Khaled El-Masri, a German resident, was subjected to "torture and ill-treatment both in the country itself [Macedonia] and after his transfer to the US authorities [in Afghanistan] in the context of an extra-judicial rendition," the court said, according to Der Spiegel

The Guardian claimed the ruling marks "the first time the court has described CIA treatment meted out to terror suspects as torture." 

El-Masri was apprehended during a 2003 trip to Macedonia and detained over suspicions of terrorist activity, allegations Der Spiegel said are widely believed to have stemmed from a case of mistaken identity. El-Masri claimed he was mistreated and denied legal help while being detained in Macedonia, charges denied by the government. 

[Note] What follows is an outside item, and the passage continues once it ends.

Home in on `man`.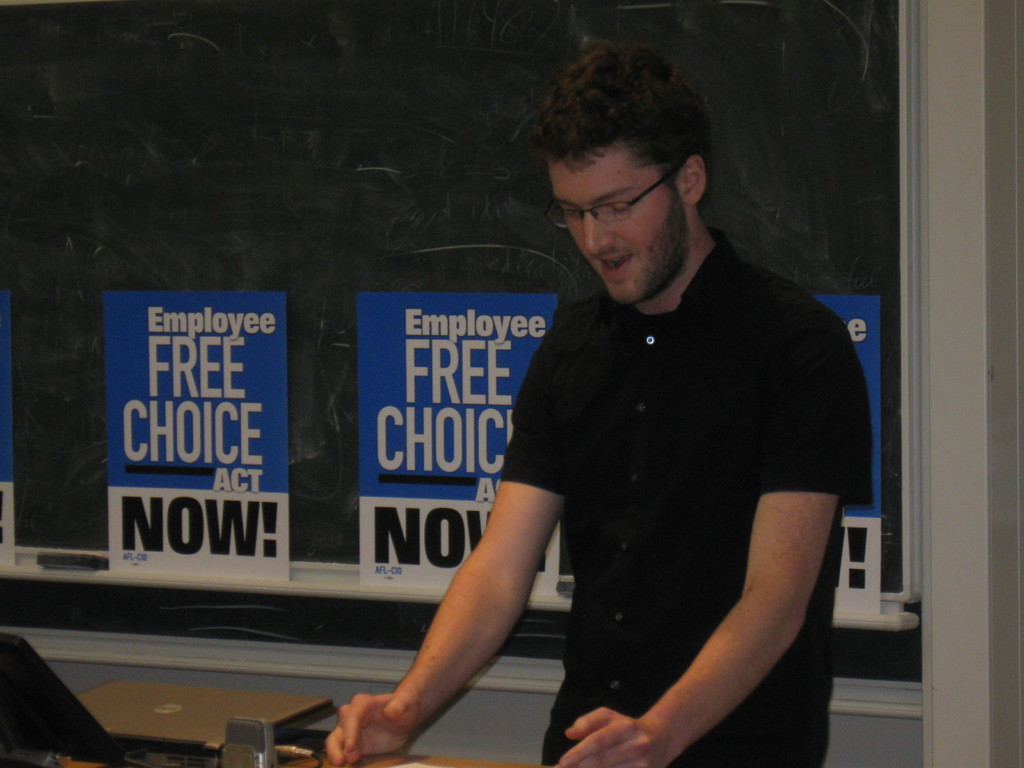
Homed in at region(325, 43, 870, 767).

The rights court, however, was unconvinced by Macedonia's defense and ordered the government to pay El-Masri 60,000 euro in damages. Their press release on the ruling stated: 

"Mr El-Masri’s treatment at [Macedonia's] Skopje Airport at the hands of the CIA rendition team – being severely beaten, sodomised, shackled and hooded, and subjected to total sensory deprivation – had been carried out in the presence of State officials of 'the former Yugoslav Republic of Macedonia' and within its jurisdiction. ... In the Court’s view, such treatment had amounted to torture."

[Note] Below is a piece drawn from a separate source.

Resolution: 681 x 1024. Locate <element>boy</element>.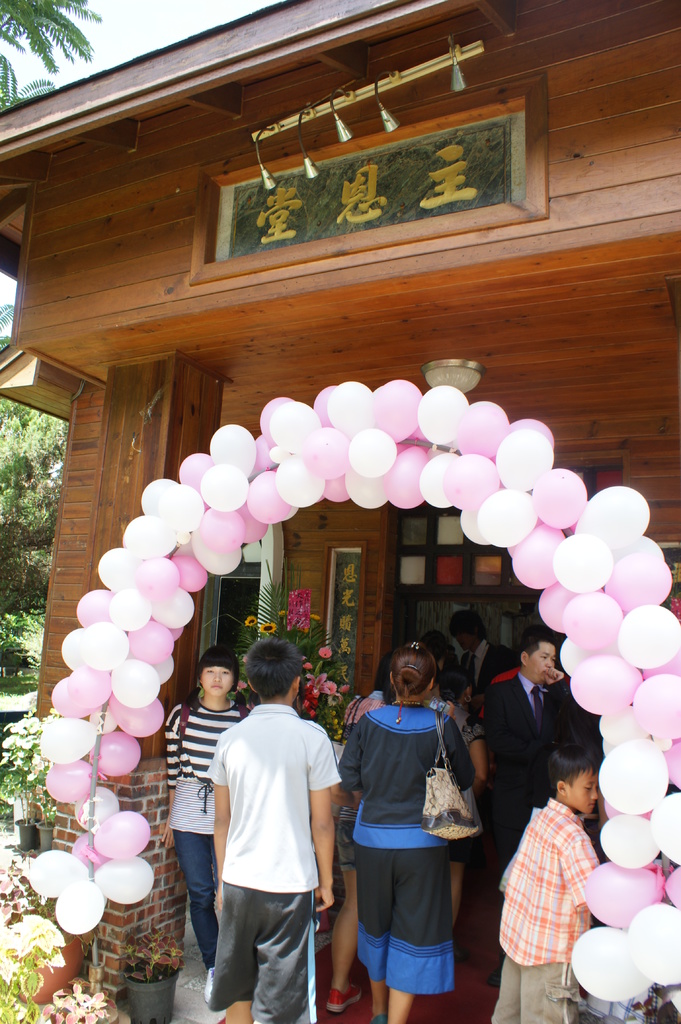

The court further penalized Macedonia for turning El-Masri over to US authorities in Afghanistan despite any legal grounds for doing so, "exposing Mr El-Masri to the risk of further treatment in violation of Article 3 [of the Convention for the Protection of Human Rights and Fundamental Freedoms] by having transferred him into the custody of the US authorities," according to the court's press release

El-Masri was held in Afghanistan for more than four months and returned to Germany in 2004, said Der Spiegel, where he spent years trying to get his case heard. 

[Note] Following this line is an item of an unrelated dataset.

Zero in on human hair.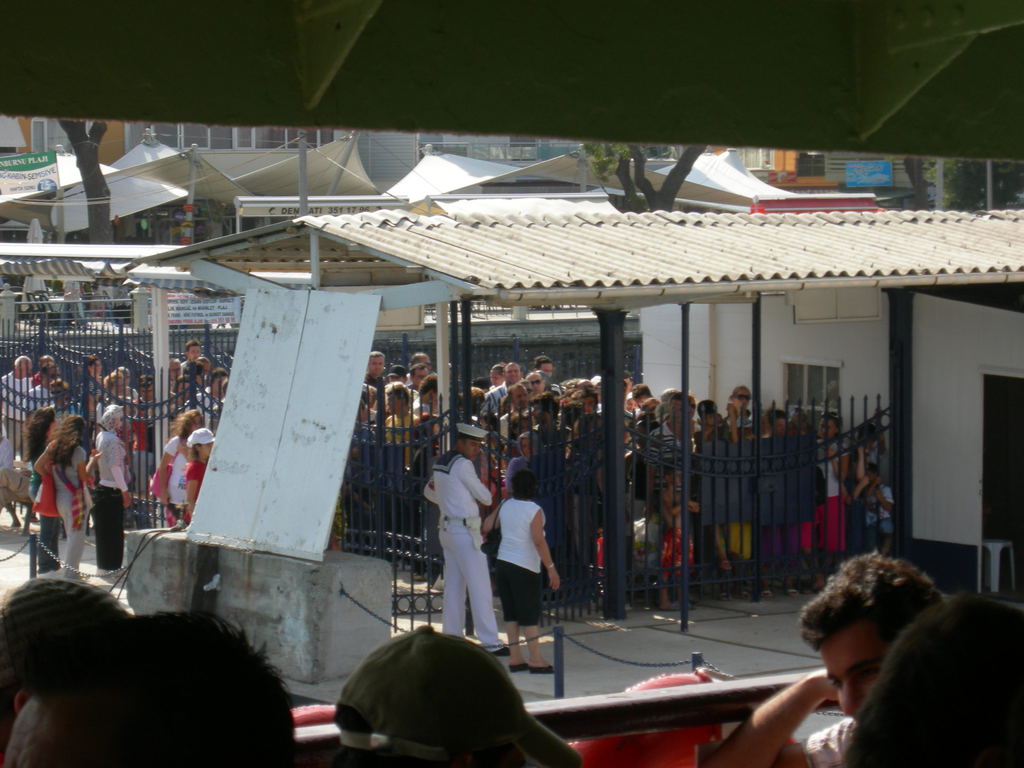
Zeroed in: detection(798, 543, 934, 651).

James Goldston of the Open Society Justice Initiative told The Guardian Thusday's ruling represents "an authoritative condemnation of some of the most objectionable tactics employed in the post-9/11 war on terror." 

There was no immediate comment from Macedonia on the court's decision. 

At least 14 European nations either managed detention centers or worked with the CIA in rendition-related movement to and from their territory, according to a 2007 Council of Europe study, cited by Der Spiegel.